Report: ‘Child Migrant’ Who Drowned in Channel Actually a 28-year-old Man

Channel
GLYN KIRK/AFP via Getty Images

French prosecutors say it “appears” a 16-year-old migrant who drowned in the Channel was actually a 28-year-old man, with relatives saying France had previously rejected an asylum claim by him.

The deputy public prosecutor for Boulogne-sur-Mer, Philippe Sabatier, named the fatality as Abdulfatah Hamdallah, a Sudanese man who had been squatting in the crime-ridden ‘Calais Jungle’ encampment for some two months prior to his ill-fated voyage.

Media reports had previously described the drowned migrant as a 16-year-old child, quoting the French Minister Delegate for Citizenship, Marlene Schiappa, who herself appeared to be going by the age provided to rescuers by another passenger on the boat.

The new age given by Sabatier, citing recovered travel documents, appears to contradict these early reports.

“I don’t know if he had applied for asylum with British authorities, but he appears to have done so with the French authorities,” the prosecutor told the left-wing Independent website.

Relatives have now said that the French “rejected his case”, according to The Times.

Some politicians in France, who have allowed the migrant boat crisis to flourish by failing to control their own borders, allowing illegal encampments to spring up along their shoreline, and declining to stop and turn back most of the boats they detect after they have put to sea, have blamed Britain for Hamdallah’s drowning.
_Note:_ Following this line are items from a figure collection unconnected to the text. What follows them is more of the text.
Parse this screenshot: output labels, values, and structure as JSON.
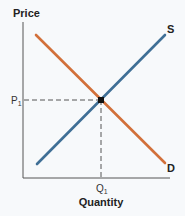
{
  "diagram": {
    "type": "supply-demand",
    "y_axis": {
      "title": "Price",
      "tick_label": "P",
      "tick_subscript": "1"
    },
    "x_axis": {
      "title": "Quantity",
      "tick_label": "Q",
      "tick_subscript": "1"
    },
    "curves": [
      {
        "name": "supply",
        "label": "S",
        "color": "#3f6f96",
        "slope": "upward"
      },
      {
        "name": "demand",
        "label": "D",
        "color": "#d2703a",
        "slope": "downward"
      }
    ],
    "equilibrium": {
      "price_label": "P1",
      "quantity_label": "Q1",
      "marker_color": "#111111"
    },
    "colors": {
      "background": "#f7f9fb",
      "axis": "#555555",
      "guide_lines": "#555555"
    }
  }
}
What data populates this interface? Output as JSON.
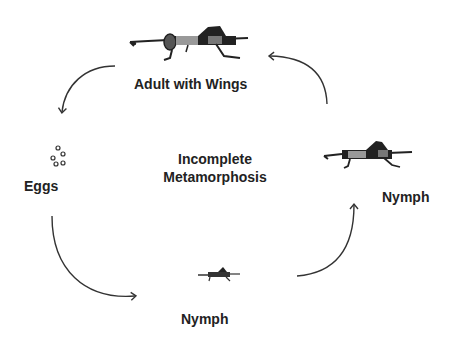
{
  "diagram": {
    "title": "Incomplete Metamorphosis",
    "title_lines": [
      "Incomplete",
      "Metamorphosis"
    ],
    "stages": [
      {
        "id": "adult",
        "label": "Adult with Wings",
        "icon": "adult-grasshopper-icon"
      },
      {
        "id": "eggs",
        "label": "Eggs",
        "icon": "eggs-icon"
      },
      {
        "id": "nymph-small",
        "label": "Nymph",
        "icon": "small-nymph-icon"
      },
      {
        "id": "nymph-large",
        "label": "Nymph",
        "icon": "large-nymph-icon"
      }
    ],
    "cycle_order": [
      "Adult with Wings",
      "Eggs",
      "Nymph",
      "Nymph",
      "Adult with Wings"
    ],
    "colors": {
      "ink": "#222222",
      "body_gray": "#888888",
      "arrow": "#333333"
    }
  }
}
“How many more tragedies will it take for the British to regain an ounce of humanity?” said Pierre-Henri Dumont, a French National Assembly member representing Calais — seemingly careless of the fact that, according to his relatives, the drowned man had already been rejected for asylum by France.

How Dumont expects the British to prevent drownings in the English Channel short of laying on free ferries and flights for anyone wishing to settle in Britain is not entirely clear, as only the French could effectively put an end to the possibility of drownings by preventing departures.
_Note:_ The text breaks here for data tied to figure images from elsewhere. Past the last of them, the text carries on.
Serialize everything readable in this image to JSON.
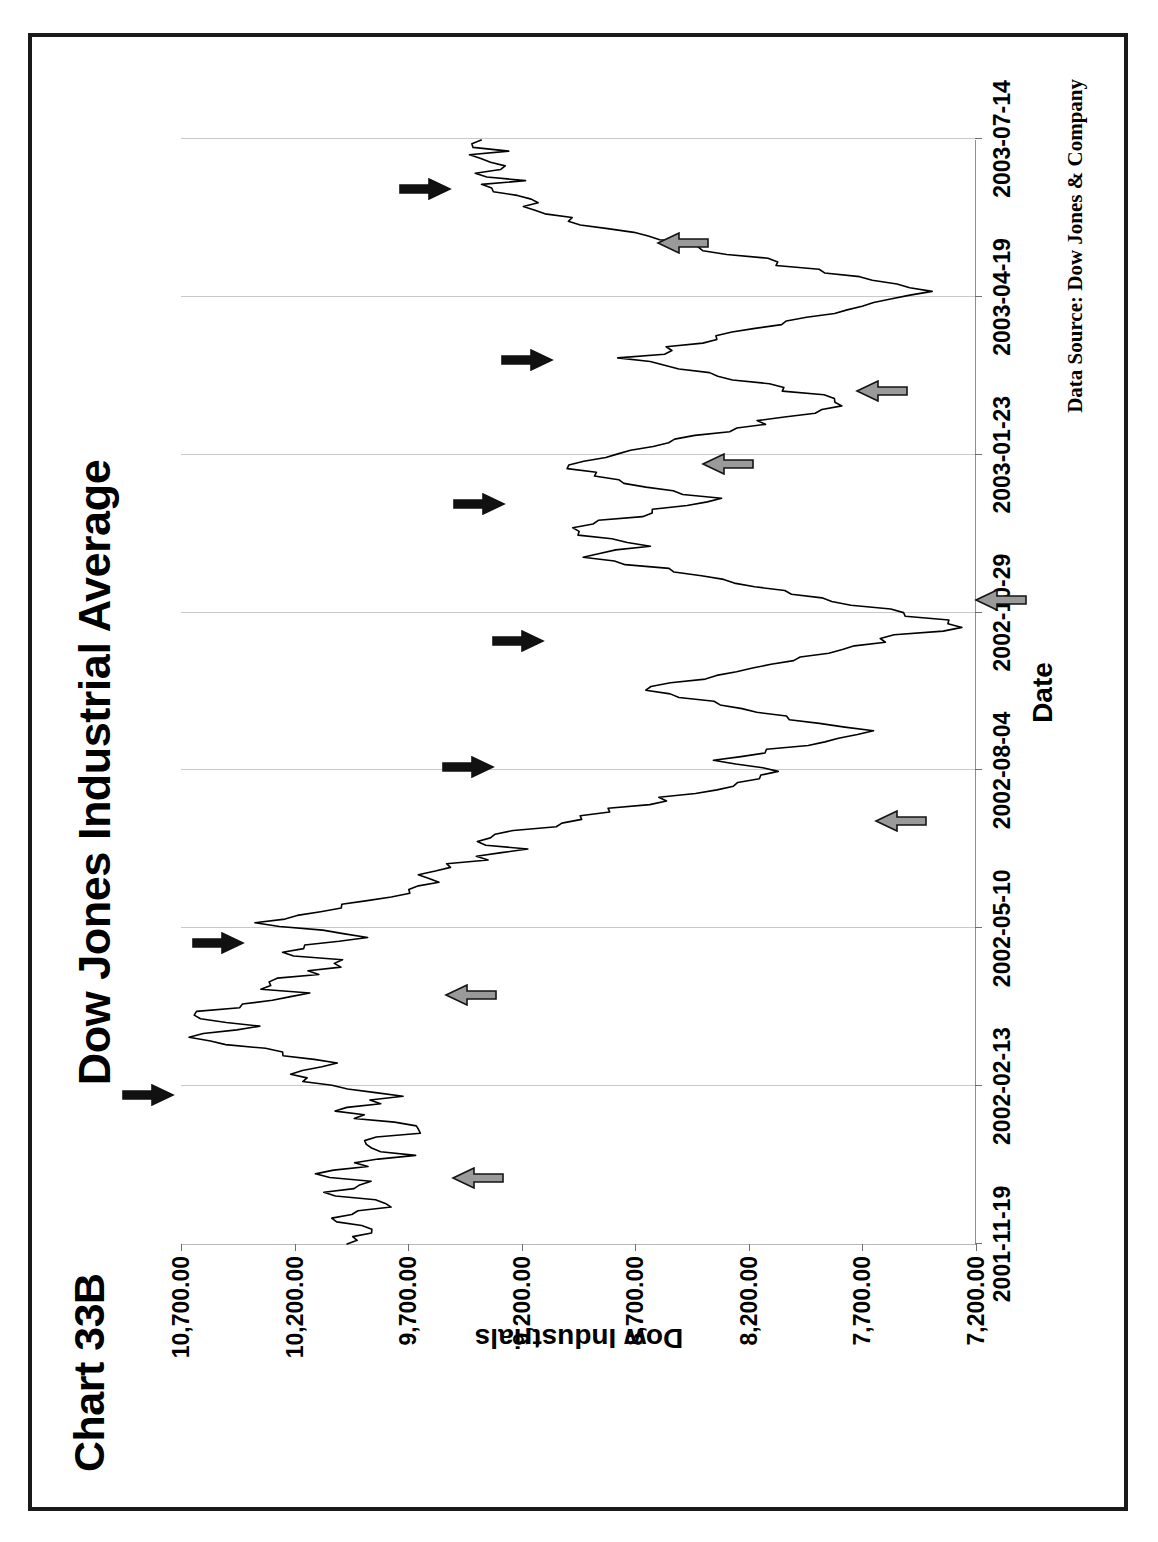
{
  "page": {
    "border_color": "#1a1a1a",
    "background": "#ffffff"
  },
  "chart_id": "Chart 33B",
  "source_note": "Data Source:  Dow Jones & Company",
  "chart_data": {
    "type": "line",
    "title": "Dow Jones Industrial Average",
    "xlabel": "Date",
    "ylabel": "Dow Industrials",
    "ylim": [
      7200,
      10700
    ],
    "yticks": [
      10700,
      10200,
      9700,
      9200,
      8700,
      8200,
      7700,
      7200
    ],
    "ytick_labels": [
      "10,700.00",
      "10,200.00",
      "9,700.00",
      "9,200.00",
      "8,700.00",
      "8,200.00",
      "7,700.00",
      "7,200.00"
    ],
    "xtick_labels": [
      "2001-11-19",
      "2002-02-13",
      "2002-05-10",
      "2002-08-04",
      "2002-10-29",
      "2003-01-23",
      "2003-04-19",
      "2003-07-14"
    ],
    "xtick_positions": [
      0,
      0.1429,
      0.2857,
      0.4286,
      0.5714,
      0.7143,
      0.8571,
      1.0
    ],
    "grid": "vertical-category-gridlines",
    "legend": "none",
    "line_color": "#000000",
    "x_start": "2001-11-19",
    "x_end": "2003-07-14",
    "series": [
      {
        "name": "Dow Industrials",
        "values": [
          9980,
          9920,
          10010,
          9890,
          9810,
          9890,
          9950,
          10020,
          9970,
          9890,
          9810,
          9760,
          9890,
          9970,
          10030,
          9940,
          9880,
          9920,
          10020,
          10100,
          10020,
          9950,
          9880,
          9790,
          9690,
          9760,
          9840,
          9930,
          9870,
          9790,
          9700,
          9630,
          9690,
          9790,
          9870,
          9950,
          10030,
          9960,
          9880,
          9810,
          9740,
          9820,
          9920,
          10010,
          10090,
          10180,
          10260,
          10180,
          10100,
          10030,
          10120,
          10210,
          10300,
          10400,
          10480,
          10560,
          10620,
          10560,
          10480,
          10400,
          10480,
          10560,
          10620,
          10560,
          10480,
          10400,
          10330,
          10260,
          10190,
          10280,
          10370,
          10300,
          10230,
          10160,
          10090,
          10020,
          9950,
          10040,
          10130,
          10220,
          10150,
          10080,
          10010,
          9940,
          10030,
          10120,
          10210,
          10300,
          10230,
          10160,
          10090,
          10020,
          9950,
          9880,
          9810,
          9740,
          9670,
          9600,
          9530,
          9620,
          9700,
          9630,
          9560,
          9490,
          9420,
          9350,
          9280,
          9210,
          9300,
          9390,
          9320,
          9250,
          9180,
          9110,
          9040,
          8970,
          8900,
          8830,
          8760,
          8690,
          8620,
          8550,
          8480,
          8410,
          8340,
          8270,
          8200,
          8130,
          8060,
          8150,
          8240,
          8330,
          8250,
          8170,
          8090,
          8010,
          7930,
          7850,
          7770,
          7690,
          7780,
          7870,
          7960,
          8050,
          8140,
          8230,
          8320,
          8420,
          8510,
          8600,
          8690,
          8610,
          8530,
          8450,
          8370,
          8290,
          8210,
          8130,
          8050,
          7970,
          7890,
          7810,
          7730,
          7650,
          7570,
          7490,
          7410,
          7330,
          7280,
          7360,
          7450,
          7540,
          7630,
          7720,
          7810,
          7900,
          7990,
          8080,
          8170,
          8260,
          8350,
          8440,
          8530,
          8620,
          8710,
          8800,
          8890,
          8820,
          8750,
          8680,
          8760,
          8840,
          8920,
          9000,
          8930,
          8860,
          8790,
          8720,
          8650,
          8580,
          8510,
          8440,
          8370,
          8450,
          8530,
          8610,
          8690,
          8770,
          8850,
          8930,
          9010,
          8940,
          8870,
          8800,
          8730,
          8660,
          8590,
          8520,
          8450,
          8380,
          8310,
          8240,
          8170,
          8100,
          8030,
          7960,
          7890,
          7820,
          7750,
          7830,
          7910,
          7990,
          8070,
          8150,
          8230,
          8310,
          8390,
          8470,
          8550,
          8630,
          8710,
          8640,
          8570,
          8500,
          8430,
          8360,
          8290,
          8220,
          8150,
          8080,
          8010,
          7940,
          7870,
          7800,
          7730,
          7660,
          7590,
          7520,
          7450,
          7530,
          7610,
          7690,
          7770,
          7850,
          7930,
          8010,
          8090,
          8170,
          8250,
          8330,
          8410,
          8490,
          8570,
          8650,
          8730,
          8810,
          8890,
          8970,
          9050,
          9130,
          9210,
          9140,
          9070,
          9150,
          9230,
          9310,
          9390,
          9320,
          9250,
          9330,
          9410,
          9340,
          9270,
          9350,
          9430,
          9360,
          9290,
          9370,
          9450,
          9380
        ]
      }
    ],
    "annotations": [
      {
        "name": "peak-marker-1",
        "style": "black",
        "direction": "down",
        "x": 0.135,
        "y": 10640,
        "note": "local high"
      },
      {
        "name": "trough-marker-1",
        "style": "gray",
        "direction": "up",
        "x": 0.06,
        "y": 9590,
        "note": "local low"
      },
      {
        "name": "peak-marker-2",
        "style": "black",
        "direction": "down",
        "x": 0.272,
        "y": 10330,
        "note": "local high"
      },
      {
        "name": "trough-marker-2",
        "style": "gray",
        "direction": "up",
        "x": 0.225,
        "y": 9620,
        "note": "local low"
      },
      {
        "name": "peak-marker-3",
        "style": "black",
        "direction": "down",
        "x": 0.432,
        "y": 9230,
        "note": "local high"
      },
      {
        "name": "trough-marker-3",
        "style": "gray",
        "direction": "up",
        "x": 0.383,
        "y": 7730,
        "note": "local low"
      },
      {
        "name": "peak-marker-4",
        "style": "black",
        "direction": "down",
        "x": 0.546,
        "y": 9010,
        "note": "local high"
      },
      {
        "name": "trough-marker-4",
        "style": "gray",
        "direction": "up",
        "x": 0.583,
        "y": 7290,
        "note": "local low"
      },
      {
        "name": "peak-marker-5",
        "style": "black",
        "direction": "down",
        "x": 0.67,
        "y": 9180,
        "note": "local high"
      },
      {
        "name": "trough-marker-5",
        "style": "gray",
        "direction": "up",
        "x": 0.706,
        "y": 8490,
        "note": "local low"
      },
      {
        "name": "peak-marker-6",
        "style": "black",
        "direction": "down",
        "x": 0.8,
        "y": 8970,
        "note": "local high"
      },
      {
        "name": "trough-marker-6",
        "style": "gray",
        "direction": "up",
        "x": 0.772,
        "y": 7810,
        "note": "local low"
      },
      {
        "name": "peak-marker-7",
        "style": "black",
        "direction": "down",
        "x": 0.955,
        "y": 9420,
        "note": "local high"
      },
      {
        "name": "trough-marker-7",
        "style": "gray",
        "direction": "up",
        "x": 0.906,
        "y": 8690,
        "note": "local low"
      }
    ],
    "arrow_colors": {
      "black": "#111111",
      "gray": "#9a9a9a",
      "gray_outline": "#141414"
    }
  }
}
Dumont suggested that the “inability to apply for asylum in Britain without being physically present is causing these tragedies” — although it is not clear how this would help the situation either, as migrants in France — a safe, first world EU member-state — would in almost all cases be deemed to be not legitimate refugees, with the appeal of illegal Channel crossings being that the British authorities are extremely ineffective at deporting migrants whose asylum claims have no merit.
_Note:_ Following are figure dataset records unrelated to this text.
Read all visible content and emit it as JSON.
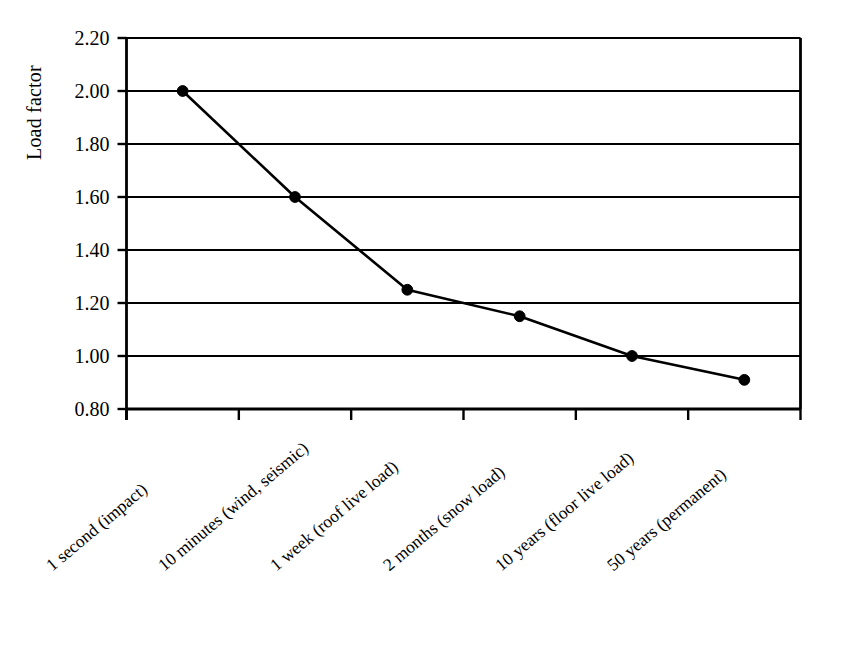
{
  "chart_data": {
    "type": "line",
    "title": "",
    "xlabel": "",
    "ylabel": "Load factor",
    "ylim": [
      0.8,
      2.2
    ],
    "ytick_step": 0.2,
    "grid": "horizontal",
    "legend": "none",
    "categories": [
      "1 second (impact)",
      "10 minutes (wind, seismic)",
      "1 week (roof live load)",
      "2 months (snow load)",
      "10 years (floor live load)",
      "50 years (permanent)"
    ],
    "values": [
      2.0,
      1.6,
      1.25,
      1.15,
      1.0,
      0.91
    ],
    "ytick_labels": [
      "2.20",
      "2.00",
      "1.80",
      "1.60",
      "1.40",
      "1.20",
      "1.00",
      "0.80"
    ],
    "ytick_values": [
      2.2,
      2.0,
      1.8,
      1.6,
      1.4,
      1.2,
      1.0,
      0.8
    ],
    "series": [
      {
        "name": "Load factor",
        "values": [
          2.0,
          1.6,
          1.25,
          1.15,
          1.0,
          0.91
        ],
        "line_color": "#000000",
        "marker": "filled-circle",
        "marker_color": "#000000"
      }
    ],
    "colors": {
      "line": "#000000",
      "marker": "#000000",
      "grid": "#000000",
      "axis": "#000000",
      "background": "#ffffff",
      "text": "#000000"
    }
  }
}
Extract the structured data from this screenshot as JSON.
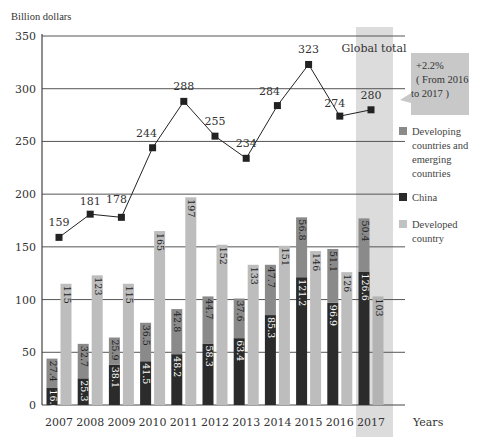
{
  "chart_data": {
    "type": "bar",
    "subtype": "stacked bar + grouped bar + line",
    "title": "",
    "ylabel": "Billion dollars",
    "xlabel": "Years",
    "ylim": [
      0,
      350
    ],
    "yticks": [
      0,
      50,
      100,
      150,
      200,
      250,
      300,
      350
    ],
    "grid": true,
    "categories": [
      "2007",
      "2008",
      "2009",
      "2010",
      "2011",
      "2012",
      "2013",
      "2014",
      "2015",
      "2016",
      "2017"
    ],
    "series": [
      {
        "name": "China",
        "kind": "stacked-bar",
        "color": "#2b2b2b",
        "values": [
          16.6,
          25.3,
          38.1,
          41.5,
          48.2,
          58.3,
          63.4,
          85.3,
          121.2,
          96.9,
          126.6
        ]
      },
      {
        "name": "Developing countries and emerging countries",
        "kind": "stacked-bar",
        "color": "#8a8a8a",
        "values": [
          27.4,
          32.7,
          25.9,
          36.5,
          42.8,
          44.7,
          37.6,
          47.7,
          56.8,
          51.1,
          50.4
        ]
      },
      {
        "name": "Developed country",
        "kind": "bar",
        "color": "#bdbdbd",
        "values": [
          115,
          123,
          115,
          165,
          197,
          152,
          133,
          151,
          146,
          126,
          103
        ]
      },
      {
        "name": "Global total",
        "kind": "line",
        "color": "#222222",
        "values": [
          159,
          181,
          178,
          244,
          288,
          255,
          234,
          284,
          323,
          274,
          280
        ]
      }
    ],
    "highlight": {
      "category": "2017",
      "label": "Global total"
    },
    "annotation": {
      "text_lines": [
        "+2.2%",
        "( From 2016",
        "to 2017 )"
      ]
    },
    "legend": [
      "Developing countries and emerging countries",
      "China",
      "Developed country"
    ],
    "legend_position": "right"
  },
  "labels": {
    "ylabel": "Billion dollars",
    "xlabel": "Years",
    "highlight": "Global total",
    "callout_1": "+2.2%",
    "callout_2": "( From 2016",
    "callout_3": "to 2017 )",
    "legend_dev_1": "Developing",
    "legend_dev_2": "countries and",
    "legend_dev_3": "emerging",
    "legend_dev_4": "countries",
    "legend_china": "China",
    "legend_developed_1": "Developed",
    "legend_developed_2": "country"
  }
}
Certainly the French themselves had already ruled that Hamdallah was not a genuine refugee.

Britain did take hundreds of supposed child migrants from France in 2016, after pressure from campaigners such as Lord Dubs, who compared them to the Jewish children spirited out of Germany and parts of Europe prior to the outbreak of the Second World War.

The scheme was halted when it became apparent that the migrants arriving under the Dubs programme were largely young men claiming to be around 16 or 17, not small children — with some closer in appearance to men in their late thirties than teenagers.